Modern Design of the early Twentieth Century, much like the fine art of the same period, was a reaction against the decadence of typography and design of the late Nineteenth Century. The hallmark of early modern typography is the sans-serif font. Early Modern (not to be confused with the other modern era of the 18th and 19th centuries) typographers such as Edward Johnston and Eric Gill after him were inspired by vernacular and industrial typography of the latter nineteenth century. The signage in the London Underground is a classic of this era and used a font designed by Edward Johnston in 1916.

Jan Tschichold codified the principles of modern typography in his 1928 book, New Typography. He later repudiated the philosophy he espoused in this book as being fascistic, but it remained very influential. Tschichold, Bauhaus typographers such as Herbert Bayer and Laszlo Moholy Nagy[?], and El Lissitzky[?] are the fathers of graphic design as we know it today. They pioneered production techniques and stylistic devices used throughout the twentieth century. Today, the computer has altered production forever, but the experimental approach to design they pioneered is more relevant than ever -- the dynamism, the experimentation, and even very specific things like font choice (Helvetica has seen a recent revival, it was an early design based indirectly on 19th century industrial typography) and strict, orthoganal composition.

The following years saw graphic design in the modern style gain widespread acceptance and application, while it simultaneously stagnated. Notable names in mid-century modern design are Adrian Frutiger[?], designer of the fonts Univers and Frutiger; and Josef Muller-Brockman[?], who designed posters in a severe yet accessible manner typical of the 1950s and 1960s.

The reaction to the increasing severity of graphic design was slow but inexorable. The origins of post-modern typography can be traced back as far as the humanist movement of the 1950s. Notable among this group is Hermann Zapf who designed two fonts which remain ubiquitous -- Palatino (1948) and Optima (1952).

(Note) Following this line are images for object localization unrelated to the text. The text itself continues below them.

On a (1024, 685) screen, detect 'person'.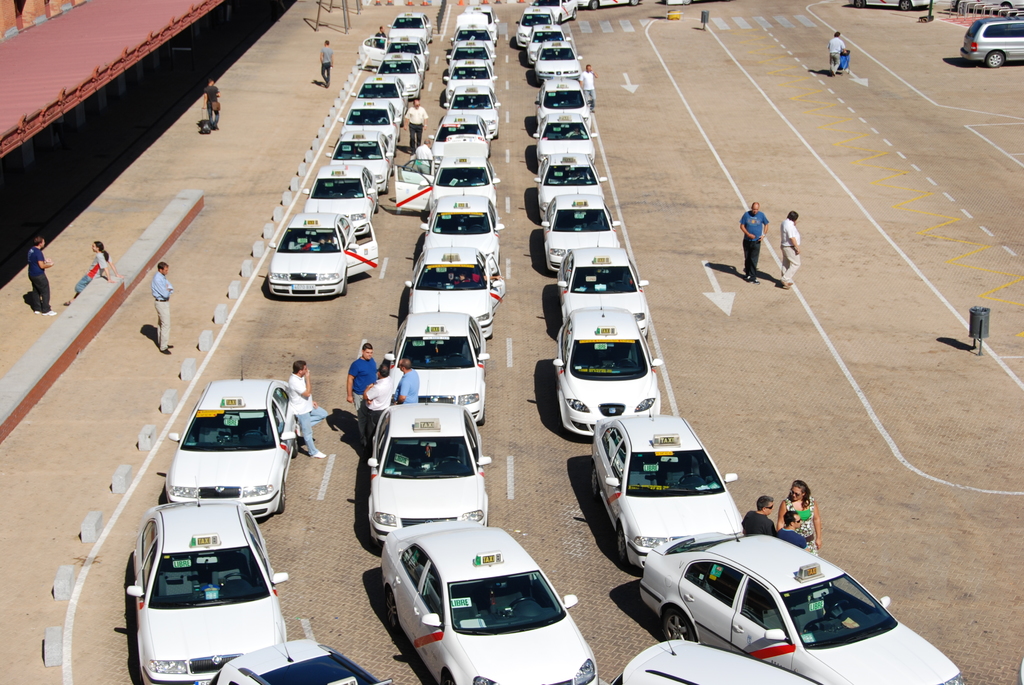
<bbox>198, 77, 224, 129</bbox>.
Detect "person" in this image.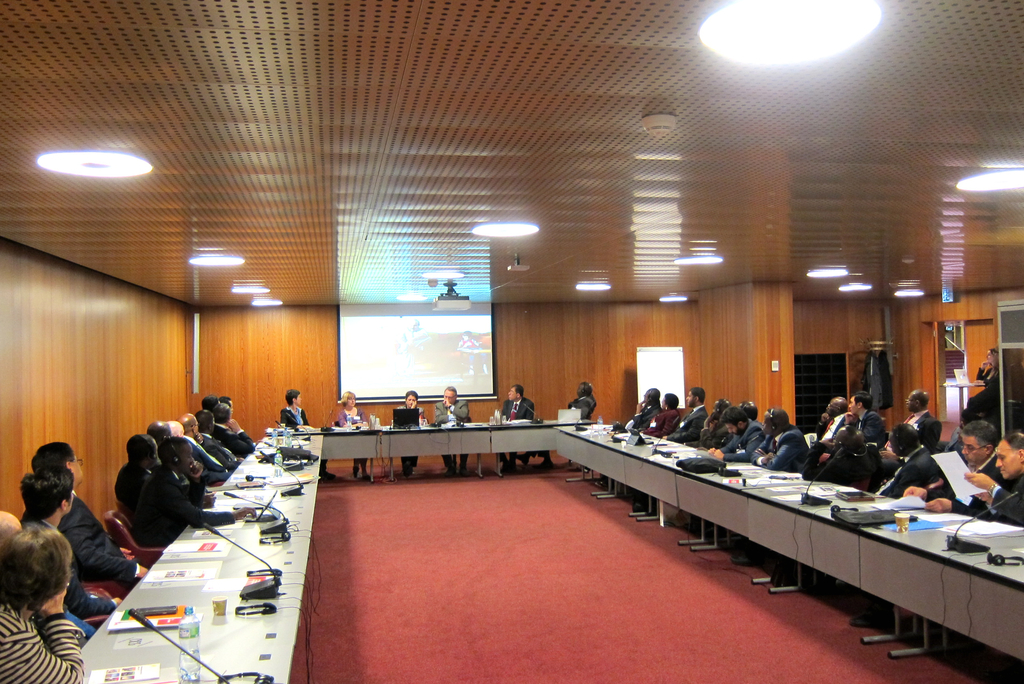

By blurring the line between serif and sans-serif fonts and re-introducing organic lines into typography these designs did more to ratify modernism than they did to rebel.

Another notable designer of the latter 20th century is Milton Glaser who designed the unmistakable I Love NY ad campaign (1973), and a famous Bob Dylan poster (1968). Glaser took stylistic hints from popular culture from the 60s and 70s.

Advances in the early Twentieth Century were largely inspired by technological advances in printing and also in photography. In the last decade of the same century, technology played a simliar role, but this time it was the computer, and at fist it was largely a step backwards. Zuzana Licko worked very early using computers for layout, in the days when computer memory was measured in kilobytes and fonts were created using dots rather than lines. Together with her husband Rudy Vanderlans they founded Emigre, the magazine and computer type foundry. They played with the extraordinary limitations of computers as something which, in itself, could provide creative freedom. Emigre became the bible for digital design as the technology rapdily advanced to the point where the advantages outweighed the disadvantages.

David Carson is, in a sense, the culmination of the movement against the restrictiveness of modern design -- some of his designs for Raygun magazine which he diesgned are intentitonally illegible, designed to be visual rather than literary experiences. He began his career working with paste-ups, in the traditional manner, but moved to computers quickly when he saw what they had become capable of.

Antony Britto of Kerala India made a big thunderfalls by design the entire sceneario for the government proposals put forwarded in the 2003. Made eventualist movements in the area with more sophisticated designs using simple visula effects by the help of computers graphics.Computers are became the big hat in the world of graphic design. Modern Graphic design has since evolved into a profession that is done almost entirely on computers. Common tools for this industry include computers, sketch pads, Adobe Photoshop, Macromedia Fireworks, Paint Shop Pro, Adobe[?] Pagemaker[?], Quark XPress[?], and many other software programs.